Programming micro-aerial vehicle swarms with Karma

Citation:

Dantu, Karthik, Bryan Kate, Jason Waterman, Peter Bailis, and Matt Welsh. 2011. “Programming micro-aerial vehicle swarms with Karma.” 9th ACM Conference on Embedded Networked Sensor Systems (SenSys 2011). Seattle, WA: ACM. Copy at http://www.tinyurl.com/y68zd7ab

Date Presented:

11/2011

Abstract:

Research in micro-aerial vehicle (MAV) construction, control, and high-density power sources is enabling swarms of MAVs as a new class of mobile sensing systems. For efficient operation, such systems must adapt to dynamic environments, cope with uncertainty in sensing and control, and operate with limited resources. We propose a novel system architecture based on a hive-drone model that simplifies the functionality of an individual MAV to a sequence of sensing and actuation commands with no in-field communication. This decision simplifies the hardware and software complexity of individual MAVs and moves the complexity of coordination entirely to a central hive computer. We present Karma, a system for programming and managing MAV swarms. Through simulation and testbed experiments we demonstrate how applications in Karma can run on limited resources, are robust to individual MAV failure, and adapt to changes in the environment.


> Instructions for the task
Once the pictures are set aside, reproduce the remaining data exactly.

### Records provided ###

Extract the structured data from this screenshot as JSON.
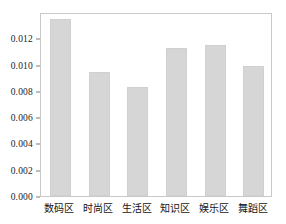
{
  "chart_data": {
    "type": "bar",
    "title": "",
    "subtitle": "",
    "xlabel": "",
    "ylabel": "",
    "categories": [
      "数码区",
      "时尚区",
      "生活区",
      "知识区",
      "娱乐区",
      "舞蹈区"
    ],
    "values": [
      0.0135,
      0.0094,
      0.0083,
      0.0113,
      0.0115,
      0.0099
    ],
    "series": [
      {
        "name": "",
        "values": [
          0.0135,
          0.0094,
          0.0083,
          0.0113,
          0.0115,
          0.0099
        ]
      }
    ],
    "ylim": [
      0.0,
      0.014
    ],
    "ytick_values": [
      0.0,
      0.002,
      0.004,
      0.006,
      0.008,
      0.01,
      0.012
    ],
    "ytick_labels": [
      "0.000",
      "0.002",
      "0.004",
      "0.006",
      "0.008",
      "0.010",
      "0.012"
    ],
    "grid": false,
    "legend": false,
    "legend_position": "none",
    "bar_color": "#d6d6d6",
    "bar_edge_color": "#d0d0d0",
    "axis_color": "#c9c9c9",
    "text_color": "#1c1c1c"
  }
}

###

> Solution to this exercise
Extract the structured data from this screenshot as JSON.
{
  "chart_data": {
    "type": "bar",
    "title": "",
    "subtitle": "",
    "xlabel": "",
    "ylabel": "",
    "categories": [
      "数码区",
      "时尚区",
      "生活区",
      "知识区",
      "娱乐区",
      "舞蹈区"
    ],
    "values": [
      0.0135,
      0.0094,
      0.0083,
      0.0113,
      0.0115,
      0.0099
    ],
    "series": [
      {
        "name": "",
        "values": [
          0.0135,
          0.0094,
          0.0083,
          0.0113,
          0.0115,
          0.0099
        ]
      }
    ],
    "ylim": [
      0.0,
      0.014
    ],
    "ytick_values": [
      0.0,
      0.002,
      0.004,
      0.006,
      0.008,
      0.01,
      0.012
    ],
    "ytick_labels": [
      "0.000",
      "0.002",
      "0.004",
      "0.006",
      "0.008",
      "0.010",
      "0.012"
    ],
    "grid": false,
    "legend": false,
    "legend_position": "none",
    "bar_color": "#d6d6d6",
    "bar_edge_color": "#d0d0d0",
    "axis_color": "#c9c9c9",
    "text_color": "#1c1c1c"
  }
}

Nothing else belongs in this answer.